My first try at Nanowrimo was in 2006. I began at the beginning and kept writing until the end. I named each day's work as 'Session #(Day)'. Here is a snippet of "The Silk Dragon". This story had no fixed plot, but it grew and grew. At about 10K words, I ran out of things to write about, so I did what any young mother did...incorporated what was on the television at the time. The Wiggles, Dora the Explorer, Blue's Clues. Whatever works, works. So this fantasy story incorporated all sorts of fantastic elements that shouldn't have worked together, but somehow did. A quest, a Chosen One, dragons, a Bad Guy to defeat, historical personages (Abe Lincoln and Mark Twain. With Dragons), a Singing Map, a Norse warrior (Freya) and an Aztec princess. Oh, and Clara Barton and Steve Irwin.
And I made it over 50K, barely. 50,018.
Yeah, I still laugh whenever I dig it up and read it. I kept writing, no matter how nonsensical it was or how completely crazy it sounded. 'Write now, edit later'. The strange thing is that I decided to leave it as is and not edit it. After all, who would be interested in reading such a mish-mash?
My second try was in 2011. This time, I had a plan. Anyone who knows me as a writer will gasp in surprise. I studied languages in college and wanted to learn Chinese, so I immersed myself in the language and culture. So The Legacy of the Pearl Dragon was born on Nov. 1, 2011. It introduced the mythical land of Shinwa, an alternate Imperial China. The protagonist, Li Ying, went on a journey to Kemet, an alternate Ancient Egypt. I had scenes that I definitely wanted to include in the story, and I had a beginning, middle and (sort of) end.
I organized it the same way I did "The Silk Dragon", with session numbers, dates and word counts. That worked, for the most part, but as the deadline loomed, I began writing scenes out of order. I also wrote on my laptop and on my desktop, so I could keep an eye on my kids while scribbling.
I coped the text and pasted them where they should be in the main story. I became obsessed with saving, saving, saving my work on both devices, on an external hard drive and CD. It took an incident with spilled coffee and the keyboard to convince me this was necessary.
The Legacy of the Pearl Dragon was again, barely a shade over 50K. I used ideas from this novel-sized monster to write my e-book of short stories, Tales of the Elemental Dragons, Books One and Two. What was meant as a one-shot turned into the beginning of a series.
This year, my Nanowrimo project is titled "The Shadow of the Queen". I wrote a prologue of sorts, but it won't be included in the word count because it's pre-November. This time, my writing process is a bit different. I have two documents, one titled 'Shadow of the Queen' and 'Shadow of the Queen rough cut'. The first one are scenes that I managed to pen in between taking care of 3 kids, 1 husband, 1 house, and fighting chronic disease. They are completely out of order, since I write whatever strikes me at the time.
The second one is the 'rough cut', like the rough cut of a TV episode or a feature film. The scenes are pasted in somewhat of a coherent order. When I re-read this, it might give me an idea for another scene for the story that bridges between two unrelated ones. Yes, there are contradictions, changed names, impossible travel times between places, and other 'mistakes'.
But the point of Nanowrimo is 'write now, edit later', and like a director/producer/editor of a film, I'll go back and fix those later. What matters is getting the words down on the page, even if it makes no sense, even if no one will read it. Get those thoughts out of your head and break that block that whines, "I don't know what to write!" The ideas will flow if you just do it!
As of today, November 15, I'm at 27009 words. I'm hoping to reach 50K before the end of the month. Keep writing!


**PROBLEM TO SOLVE**.
Every line containing the string "propeller" is to be copied from the records.

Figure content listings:

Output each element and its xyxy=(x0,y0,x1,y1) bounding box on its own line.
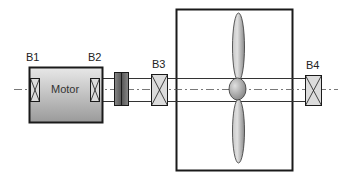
motor-label: Motor xyxy=(51,83,79,95)
propeller-blade-bottom xyxy=(233,99,245,163)
shaft-diagram: Motor B1 B2 B3 B4 xyxy=(0,0,349,180)
bearing-b2-label: B2 xyxy=(88,51,101,63)
coupling xyxy=(115,73,129,106)
bearing-b1 xyxy=(31,79,40,102)
propeller-hub xyxy=(229,78,246,100)
bearing-b3 xyxy=(152,75,168,106)
bearing-b1-label: B1 xyxy=(26,51,39,63)
bearing-b4-label: B4 xyxy=(306,59,319,71)
bearing-b2 xyxy=(91,79,100,102)
bearing-b4 xyxy=(306,76,322,106)
bearing-b3-label: B3 xyxy=(152,58,165,70)
propeller-blade-top xyxy=(233,13,245,81)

**RESPONSE FOR THIS EXERCISE**.
propeller-blade-bottom xyxy=(233,99,245,163)
propeller-hub xyxy=(229,78,246,100)
propeller-blade-top xyxy=(233,13,245,81)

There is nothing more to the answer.